Thursday, 22 January 2009

Let's talk about that hat

And now for a little light relief—Ms Franklin's hat (my current fave is Jon Stewart's). I just thought I'd add my observation that the wearing of a Serious Hat to a Serious Occasion is a thing from another generation, to Americans anyway. British women, on the other hand, still do hats. Not just to weddings and funerals, not just the old ladies, but young things too. I'm not so young, but when we got invitations to the Queen's annual summer garden party in Edinburgh last year, I was all aflutter when I realized I'd have to wear a hat. "Tiaras will be worn," as they used to say; one just doesn't attend these sorts of things bareheaded. It was intimidating, the prospect of a hat, but man was I excited to see the Queen (my mother-in-law is involved in our local community council, and when colleagues of hers eschewed the event, we snagged the tickets). I feel mixed things about the royal family, of course, being American and all that; I can empathize with my Scottish fellow travellers, some of whom are vehemently opposed to English rule with all its history. But, holy cow, the Queen! So off I went to shop for a hat. Enclosed is a picture of me on the train to Edinburgh on the day, wearing a bespoke "fascinator" from V.V. Rouleaux ("bespoke" means "I was robbed"). It's barely visible, sorry. I shied away from the Serious Hats—didn't think I could pull one off—but on the other hand I worried whether a fascinator would be "enough" and "appropriate" to the occasion. The salesgirl assured me it was the same as a hat, for all intents and purposes. And having one made expressly for me felt validating. Still I felt really dumb in it. When we arrived at the party, though, wow—you should have seen all the gorgeous hats! Every lady there was worrrrrrkingggg itttttt. I shoulda gone for it. Next time. I've been schooled, now, in The Hat.
Anyway, last night I had some serious fun with Ms Franklin's hat, Photoshopping my friends, my husband, my dog. Hats are cool! In that so-uncool-it's-kinda-cool way, which, trust me, I should know about.

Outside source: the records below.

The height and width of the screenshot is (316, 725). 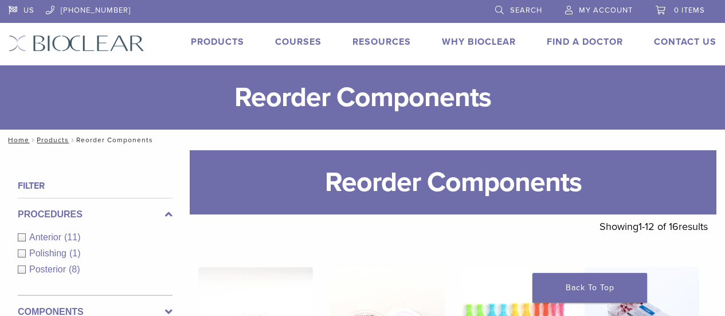 What do you see at coordinates (72, 237) in the screenshot?
I see `span: (11)` at bounding box center [72, 237].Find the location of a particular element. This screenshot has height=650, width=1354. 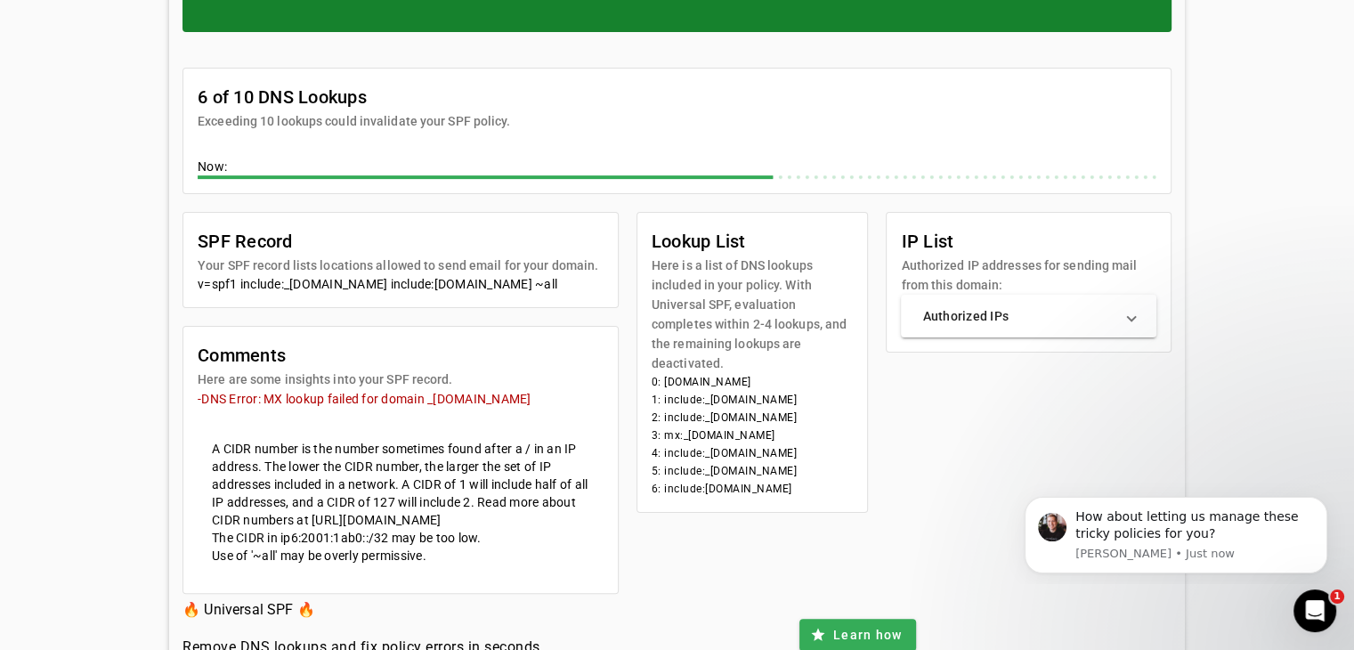

div: How about letting us manage these tricky policies for you? is located at coordinates (197, 45). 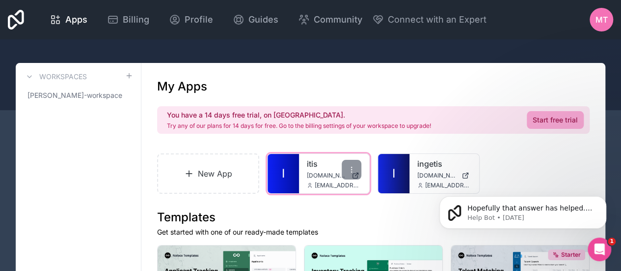 I want to click on h1: My Apps, so click(x=182, y=86).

Wednesday, 21 January 2009

No longer a Bush Exile

No, not moving back, I'm just sayin'! Actually I'm a little hungover from all the emotion—yes, and the bottle of bubbly. A measure of my Americanness (Americousity? Americanicity? hmm) is that I still can't drink during the day without getting a headache. Anyway, my husband and I watched the coverage on the BBC for hours and hours, and both of us crying like babies. When Biden was sworn in it started to dawn on me that it was all really happening.

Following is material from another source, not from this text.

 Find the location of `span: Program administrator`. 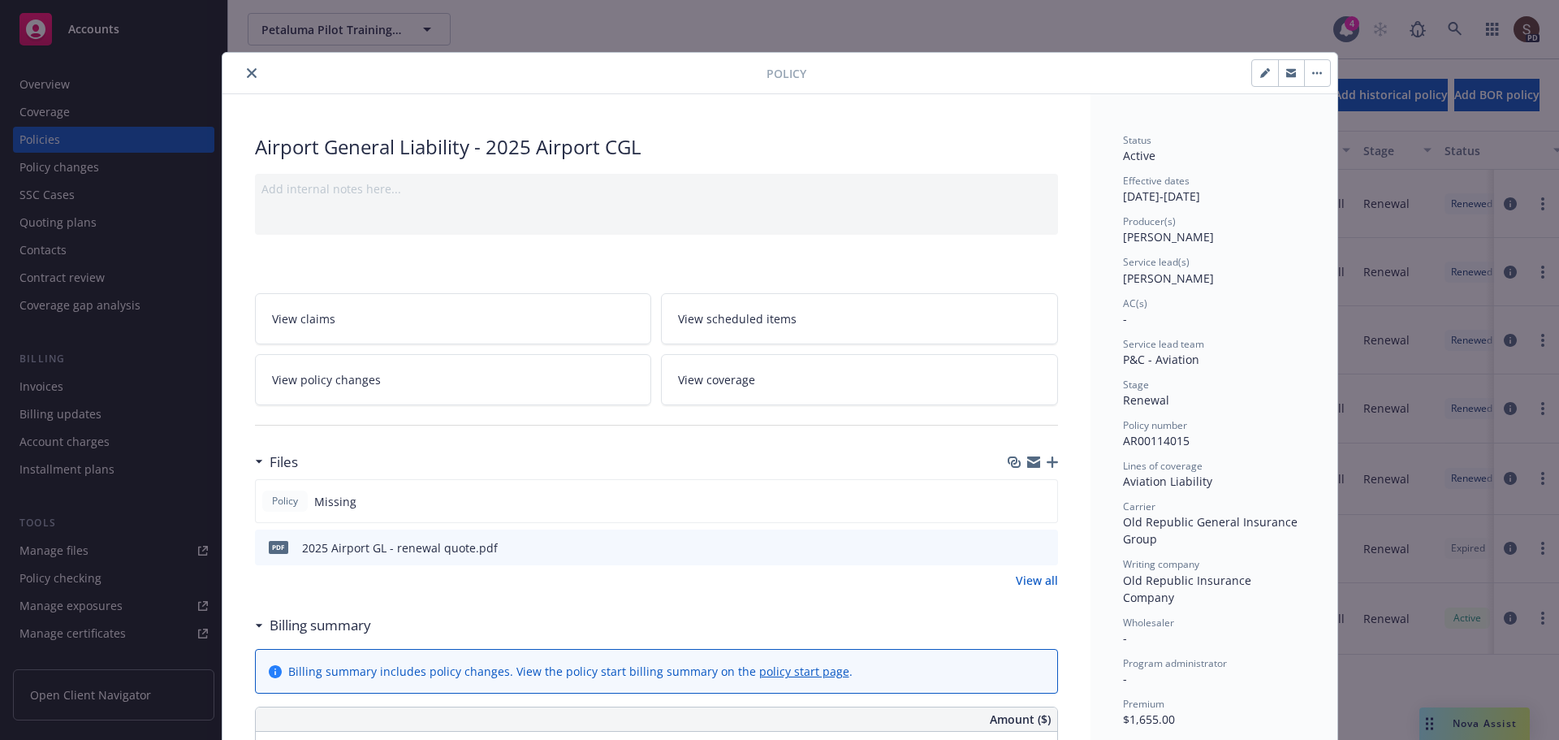

span: Program administrator is located at coordinates (1175, 663).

Later, much later, we took the dog for a walk by the river and Glasgow was so quiet, it felt like the whole thing was our little secret. The Inauguration feels like an omen of good things to come. I won't argue about how hope isn't enough, that a lot of work lies before us all, personally and politically, but everything feels finally possible. Perhaps it always has been, it just takes a different viewpoint.

Thursday, 15 January 2009

My credit crunch

The thing about being a transplant is, the most mundane, trivial things can add up to make life feel totally surreal (and I won't even get into the language barrier—oh yes there is one). Today I'm going to Barclays bank to apply for a high-interest credit card, for without one, I cannot get a mortgage. Isn't that a kick in the head? I worked and scrambled and paid my rent for 20 years in Manhattan, but now that I'm in the U.K., I have no credit history here and must build one from scratch. So the advice is, get one of those terrible 34.9 percent interest cards (the "normal" ones with low rates reject me because I haven't lived here long enough), charge the groceries once a month, and voilĂ , a credit history.

It works the same for immigrants in the U.S., so I'm not complaining, it's just a little humbling. It sort of makes you feel like a nothing—which is ridiculous. One isn't one's bank account. Or lack thereof (you can apply only for the most basic student-type savings account here too). If only I still had my 18-year-old figure to go with my slimline accounts.

In other news...I have a lot of news. Various updates, stories, and new links coming shortly as I am determined to get this blog thing off the ground this year. Trouble is I kind of hate blogs; I was envisioning more of a website full of resources, but the longest journey starts with a blog.